Your output should be the line with "is (1444, 812)." plus all following lines to the end of the records, exactly as written and nothing more.

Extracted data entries
= = = =

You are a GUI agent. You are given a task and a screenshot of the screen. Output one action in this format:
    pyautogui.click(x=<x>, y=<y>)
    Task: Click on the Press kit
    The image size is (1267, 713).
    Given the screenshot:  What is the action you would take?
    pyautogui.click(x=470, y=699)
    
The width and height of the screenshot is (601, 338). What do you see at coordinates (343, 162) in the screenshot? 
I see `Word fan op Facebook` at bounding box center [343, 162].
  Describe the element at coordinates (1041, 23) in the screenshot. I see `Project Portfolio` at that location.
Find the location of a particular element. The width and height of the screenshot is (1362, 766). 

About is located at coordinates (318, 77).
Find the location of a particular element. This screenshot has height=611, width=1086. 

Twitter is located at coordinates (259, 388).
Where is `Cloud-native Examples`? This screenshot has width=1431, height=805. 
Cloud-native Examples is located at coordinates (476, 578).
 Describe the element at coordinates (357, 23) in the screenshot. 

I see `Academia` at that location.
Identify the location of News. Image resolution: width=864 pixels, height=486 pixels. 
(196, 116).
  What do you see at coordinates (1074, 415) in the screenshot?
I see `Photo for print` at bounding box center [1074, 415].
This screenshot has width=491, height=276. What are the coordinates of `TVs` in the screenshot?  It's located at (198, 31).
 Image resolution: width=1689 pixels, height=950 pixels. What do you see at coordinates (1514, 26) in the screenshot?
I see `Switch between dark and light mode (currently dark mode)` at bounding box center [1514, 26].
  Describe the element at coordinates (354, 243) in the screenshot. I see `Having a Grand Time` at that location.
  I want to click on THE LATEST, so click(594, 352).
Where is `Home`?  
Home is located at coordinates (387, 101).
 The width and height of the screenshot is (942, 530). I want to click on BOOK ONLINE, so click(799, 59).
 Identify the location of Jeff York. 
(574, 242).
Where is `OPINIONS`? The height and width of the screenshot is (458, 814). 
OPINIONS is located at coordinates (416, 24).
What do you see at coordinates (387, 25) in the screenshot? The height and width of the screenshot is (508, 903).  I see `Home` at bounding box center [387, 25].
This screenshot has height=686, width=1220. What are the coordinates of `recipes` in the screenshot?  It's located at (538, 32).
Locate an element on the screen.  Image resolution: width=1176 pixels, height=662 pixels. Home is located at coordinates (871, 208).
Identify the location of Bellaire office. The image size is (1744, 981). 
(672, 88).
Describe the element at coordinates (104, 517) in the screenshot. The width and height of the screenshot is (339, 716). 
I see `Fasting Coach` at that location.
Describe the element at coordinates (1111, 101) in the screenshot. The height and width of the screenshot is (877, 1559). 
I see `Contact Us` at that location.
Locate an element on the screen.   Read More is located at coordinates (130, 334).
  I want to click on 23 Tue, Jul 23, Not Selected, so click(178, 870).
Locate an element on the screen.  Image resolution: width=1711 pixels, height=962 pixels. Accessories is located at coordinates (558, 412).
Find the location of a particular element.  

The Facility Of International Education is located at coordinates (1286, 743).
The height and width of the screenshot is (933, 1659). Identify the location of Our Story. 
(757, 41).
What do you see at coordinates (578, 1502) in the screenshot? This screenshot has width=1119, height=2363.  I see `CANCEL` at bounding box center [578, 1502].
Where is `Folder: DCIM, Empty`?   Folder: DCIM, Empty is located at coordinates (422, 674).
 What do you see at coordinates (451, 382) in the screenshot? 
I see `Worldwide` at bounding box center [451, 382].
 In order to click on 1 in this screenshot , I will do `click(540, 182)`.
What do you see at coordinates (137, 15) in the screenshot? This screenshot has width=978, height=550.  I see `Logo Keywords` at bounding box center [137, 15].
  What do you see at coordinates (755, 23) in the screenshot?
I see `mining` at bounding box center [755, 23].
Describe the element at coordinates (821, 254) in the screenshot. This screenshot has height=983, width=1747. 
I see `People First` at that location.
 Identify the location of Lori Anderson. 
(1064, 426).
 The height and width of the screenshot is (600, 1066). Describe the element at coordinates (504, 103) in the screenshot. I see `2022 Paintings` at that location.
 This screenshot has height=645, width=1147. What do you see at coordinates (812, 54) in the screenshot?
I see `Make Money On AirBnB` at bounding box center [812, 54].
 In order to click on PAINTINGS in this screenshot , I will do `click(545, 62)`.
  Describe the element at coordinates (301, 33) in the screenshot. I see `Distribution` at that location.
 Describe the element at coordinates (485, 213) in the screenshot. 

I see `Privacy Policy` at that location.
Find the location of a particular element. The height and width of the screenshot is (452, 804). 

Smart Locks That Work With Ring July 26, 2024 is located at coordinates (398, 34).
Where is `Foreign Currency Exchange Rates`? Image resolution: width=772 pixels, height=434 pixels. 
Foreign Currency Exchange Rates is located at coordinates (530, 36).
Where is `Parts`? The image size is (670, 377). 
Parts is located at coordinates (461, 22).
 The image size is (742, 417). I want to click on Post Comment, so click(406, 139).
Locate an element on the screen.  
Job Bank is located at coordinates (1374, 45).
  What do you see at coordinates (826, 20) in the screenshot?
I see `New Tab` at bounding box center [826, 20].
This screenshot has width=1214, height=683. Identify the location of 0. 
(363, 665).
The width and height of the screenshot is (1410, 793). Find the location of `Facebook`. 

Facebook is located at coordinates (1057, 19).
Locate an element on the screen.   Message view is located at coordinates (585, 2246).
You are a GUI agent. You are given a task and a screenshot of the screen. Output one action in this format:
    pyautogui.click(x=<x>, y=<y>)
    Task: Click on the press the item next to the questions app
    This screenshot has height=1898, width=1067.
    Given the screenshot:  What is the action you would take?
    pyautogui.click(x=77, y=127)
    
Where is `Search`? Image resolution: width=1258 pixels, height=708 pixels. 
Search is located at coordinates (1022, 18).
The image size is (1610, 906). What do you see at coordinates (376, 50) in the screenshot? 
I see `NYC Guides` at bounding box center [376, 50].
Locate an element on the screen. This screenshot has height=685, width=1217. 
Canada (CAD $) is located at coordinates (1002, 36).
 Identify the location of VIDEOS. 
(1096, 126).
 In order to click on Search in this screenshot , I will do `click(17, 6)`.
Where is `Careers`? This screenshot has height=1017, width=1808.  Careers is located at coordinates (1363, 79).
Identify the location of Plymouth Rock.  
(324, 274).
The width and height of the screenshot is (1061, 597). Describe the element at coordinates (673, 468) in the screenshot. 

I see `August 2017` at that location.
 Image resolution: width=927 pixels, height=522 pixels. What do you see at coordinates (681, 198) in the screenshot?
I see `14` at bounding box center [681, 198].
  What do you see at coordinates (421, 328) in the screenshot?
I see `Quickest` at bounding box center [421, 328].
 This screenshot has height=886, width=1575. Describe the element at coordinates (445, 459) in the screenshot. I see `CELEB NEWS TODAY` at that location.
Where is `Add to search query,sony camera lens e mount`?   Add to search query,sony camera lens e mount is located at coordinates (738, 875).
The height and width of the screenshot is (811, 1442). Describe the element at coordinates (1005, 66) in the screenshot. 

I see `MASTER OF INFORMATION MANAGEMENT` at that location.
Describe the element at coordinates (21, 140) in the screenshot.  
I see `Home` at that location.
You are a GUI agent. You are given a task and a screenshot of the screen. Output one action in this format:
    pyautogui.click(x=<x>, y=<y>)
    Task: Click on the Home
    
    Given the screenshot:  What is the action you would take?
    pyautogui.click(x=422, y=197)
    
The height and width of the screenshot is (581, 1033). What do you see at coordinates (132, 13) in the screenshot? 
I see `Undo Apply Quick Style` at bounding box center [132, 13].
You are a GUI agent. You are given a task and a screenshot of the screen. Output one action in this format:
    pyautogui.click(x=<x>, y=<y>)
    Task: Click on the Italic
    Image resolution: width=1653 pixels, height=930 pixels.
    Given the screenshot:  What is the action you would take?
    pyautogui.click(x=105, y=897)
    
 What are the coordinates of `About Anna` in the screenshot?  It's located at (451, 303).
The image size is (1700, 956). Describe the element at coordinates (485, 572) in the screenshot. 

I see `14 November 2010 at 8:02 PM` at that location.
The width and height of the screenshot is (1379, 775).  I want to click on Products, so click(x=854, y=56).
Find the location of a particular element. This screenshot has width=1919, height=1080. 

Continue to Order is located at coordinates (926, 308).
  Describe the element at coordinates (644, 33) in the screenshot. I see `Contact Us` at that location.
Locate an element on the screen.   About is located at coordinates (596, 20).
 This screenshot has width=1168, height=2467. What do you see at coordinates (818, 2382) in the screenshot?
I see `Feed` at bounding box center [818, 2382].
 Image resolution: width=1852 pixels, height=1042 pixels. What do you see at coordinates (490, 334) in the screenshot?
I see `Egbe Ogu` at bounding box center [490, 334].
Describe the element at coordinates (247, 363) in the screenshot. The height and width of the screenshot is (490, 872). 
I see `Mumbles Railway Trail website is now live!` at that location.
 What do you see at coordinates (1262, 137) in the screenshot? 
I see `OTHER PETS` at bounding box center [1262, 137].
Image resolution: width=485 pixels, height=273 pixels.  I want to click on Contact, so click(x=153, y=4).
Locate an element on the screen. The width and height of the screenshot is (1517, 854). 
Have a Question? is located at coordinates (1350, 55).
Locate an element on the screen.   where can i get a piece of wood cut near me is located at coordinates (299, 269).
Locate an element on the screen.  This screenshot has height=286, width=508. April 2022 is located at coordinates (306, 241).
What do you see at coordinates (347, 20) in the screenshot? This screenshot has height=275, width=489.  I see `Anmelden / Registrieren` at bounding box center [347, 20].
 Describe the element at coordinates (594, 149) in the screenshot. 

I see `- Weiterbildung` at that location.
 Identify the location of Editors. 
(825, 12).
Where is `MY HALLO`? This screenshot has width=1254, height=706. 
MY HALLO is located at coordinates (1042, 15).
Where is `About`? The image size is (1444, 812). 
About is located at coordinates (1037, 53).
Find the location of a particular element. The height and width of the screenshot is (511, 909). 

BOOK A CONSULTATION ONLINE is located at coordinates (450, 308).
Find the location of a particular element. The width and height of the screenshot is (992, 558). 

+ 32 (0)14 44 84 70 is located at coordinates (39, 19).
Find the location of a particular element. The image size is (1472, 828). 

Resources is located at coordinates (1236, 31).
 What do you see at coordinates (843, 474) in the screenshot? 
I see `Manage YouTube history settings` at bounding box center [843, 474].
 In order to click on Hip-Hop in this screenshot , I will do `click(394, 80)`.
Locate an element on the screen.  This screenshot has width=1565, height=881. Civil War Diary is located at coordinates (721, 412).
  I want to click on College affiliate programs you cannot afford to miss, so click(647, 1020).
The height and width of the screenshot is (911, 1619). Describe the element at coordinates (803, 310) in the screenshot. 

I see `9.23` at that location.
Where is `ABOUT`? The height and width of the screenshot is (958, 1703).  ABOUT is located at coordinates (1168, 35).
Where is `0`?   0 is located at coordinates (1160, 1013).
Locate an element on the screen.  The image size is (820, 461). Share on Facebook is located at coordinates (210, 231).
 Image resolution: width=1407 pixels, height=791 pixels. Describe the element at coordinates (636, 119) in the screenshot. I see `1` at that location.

= = = =

__Task answer__
Where is `About`? The image size is (1444, 812). 
About is located at coordinates (1037, 53).
Find the location of a particular element. The height and width of the screenshot is (511, 909). 

BOOK A CONSULTATION ONLINE is located at coordinates (450, 308).
Find the location of a particular element. The width and height of the screenshot is (992, 558). 

+ 32 (0)14 44 84 70 is located at coordinates (39, 19).
Find the location of a particular element. The image size is (1472, 828). 

Resources is located at coordinates (1236, 31).
 What do you see at coordinates (843, 474) in the screenshot? 
I see `Manage YouTube history settings` at bounding box center [843, 474].
 In order to click on Hip-Hop in this screenshot , I will do `click(394, 80)`.
Locate an element on the screen.  This screenshot has width=1565, height=881. Civil War Diary is located at coordinates (721, 412).
  I want to click on College affiliate programs you cannot afford to miss, so click(647, 1020).
The height and width of the screenshot is (911, 1619). Describe the element at coordinates (803, 310) in the screenshot. 

I see `9.23` at that location.
Where is `ABOUT`? The height and width of the screenshot is (958, 1703).  ABOUT is located at coordinates (1168, 35).
Where is `0`?   0 is located at coordinates (1160, 1013).
Locate an element on the screen.  The image size is (820, 461). Share on Facebook is located at coordinates (210, 231).
 Image resolution: width=1407 pixels, height=791 pixels. Describe the element at coordinates (636, 119) in the screenshot. I see `1` at that location.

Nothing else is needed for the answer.